Former Expos and Blue Jays employee Durso preferred to be reclusive figure

Not surprisingly, it’s difficult to find a photo of former Montreal Expos director of team travel, Peter Durso, but you can find his name listed in the executive directory in the 1981 Montreal Expos media guide.

Not surprisingly, it’s difficult to find a photo of former Montreal Expos director of team travel, Peter Durso, but you can find his name listed in the executive directory in the 1981 Montreal Expos media guide.

December 2, 2020

By Danny Gallagher

Canadian Baseball Network

You can't fault someone if they choose to be a recluse.

That appears to what happened with Peter Durso, a former travelling secretary with the Expos and the Blue Jays director of promotions from 1977-79.

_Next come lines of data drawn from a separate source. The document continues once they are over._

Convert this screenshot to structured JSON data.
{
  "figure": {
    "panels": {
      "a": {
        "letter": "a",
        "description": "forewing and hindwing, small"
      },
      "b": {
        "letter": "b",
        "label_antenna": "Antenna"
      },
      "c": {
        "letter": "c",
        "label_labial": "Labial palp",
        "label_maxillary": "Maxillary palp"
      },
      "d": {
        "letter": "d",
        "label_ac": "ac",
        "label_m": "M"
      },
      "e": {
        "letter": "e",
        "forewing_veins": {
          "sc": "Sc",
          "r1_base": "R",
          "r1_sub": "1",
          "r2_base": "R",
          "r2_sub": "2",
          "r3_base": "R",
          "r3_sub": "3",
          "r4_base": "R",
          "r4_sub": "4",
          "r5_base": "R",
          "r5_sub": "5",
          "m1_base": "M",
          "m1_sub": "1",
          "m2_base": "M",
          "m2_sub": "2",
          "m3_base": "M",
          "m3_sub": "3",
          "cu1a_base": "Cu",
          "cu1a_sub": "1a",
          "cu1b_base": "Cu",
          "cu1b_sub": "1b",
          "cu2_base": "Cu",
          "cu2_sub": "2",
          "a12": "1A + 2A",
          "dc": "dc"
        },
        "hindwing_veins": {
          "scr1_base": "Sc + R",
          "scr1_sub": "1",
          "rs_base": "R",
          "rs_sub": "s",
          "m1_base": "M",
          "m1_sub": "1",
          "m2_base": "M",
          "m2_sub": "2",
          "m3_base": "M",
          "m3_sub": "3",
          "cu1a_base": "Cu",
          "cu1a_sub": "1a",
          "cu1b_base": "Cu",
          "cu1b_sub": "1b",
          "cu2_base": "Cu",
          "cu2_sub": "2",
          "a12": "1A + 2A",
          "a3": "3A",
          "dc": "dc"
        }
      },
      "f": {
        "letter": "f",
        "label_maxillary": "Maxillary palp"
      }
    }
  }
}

I just noticed online several days ago that Durso, a lifelong bachelor, died 15 months ago in Locust Valley, N.Y. at the age of 68. No cause of death was given. His passing in August of 2019 went largely unnoticed. To the average reader, he wasn't a household name but certainly an important behind-the-scenes employee with the Expos during two different tours.

Valued background people like Durso help make organizations run smooth and bump-free. They are like part-time players who don't receive enough credit for what they bring to an organization. Their support of the main cast is often overlooked. Durso tried to make travelling for players, coaches and managers and non-uniformed employees as easy as possible.

Durso had been employed by the Expos for part of the 1970s before going to the Jays in their first three seasons of operation but he returned to the Expos in 1980 to become their travelling secretary, replacing Gene Kirby, who was appointed assistant general manager. Durso later handled the same duties for the Chicago Cubs and Colorado Rockies.

Durso was very close with former Expos player/executive Bob Gebhard, the Rockies first general manager, who hired Durso when Colorado became an expansion franchise in 1993. Gebhard, though, told me in 2017 that Durso "had disappeared'' and that he had-had no communication with Durso since 1997.

Larry Parrish, Ray Burris and trainer Ron McClain were among a group of former Expos personnel who told me this week that they weren't aware that Durso had died. That's how secluded and reclusive Durso had become for close to 25 years. Even when he stayed in hotels with the Expos on the road, he was known not to go anywhere unless he was able to walk to where he was going.

I didn't know Durso but I knew of him. I sent him a postal letter a few years ago at his residence near Long Island, N.Y. to get comments for a book I was writing but I never heard back from him.

His online obituary said he had been a "long-time employee'' of the Creek Club, a fancy golf club located on Long Island's Gold Coast about 35 miles from New York City and was "previously employed by several Major League Baseball teams" as their travelling secretary.

"Good guy. Dedicated to his position. Always on call for players or management,'' McClain said in an interview. "He ran the whole show when it came to planes, hotels, buses, trains, luggage problems and player-family travel.

"Gene Kirby loved him. I hate to hear about this but he would not contact anyone in baseball for years. I have not ever heard of anyone who had heard from him for years.''

Durso was the son of the late Joseph Durso, a highly respected sports reporter for the New York Times and J.G. Taylor Spink award winner in 1995.

Danny Gallagher's Expos book Always Remembered is available at Indigo and Amazon at discounted prices throughout the holiday season.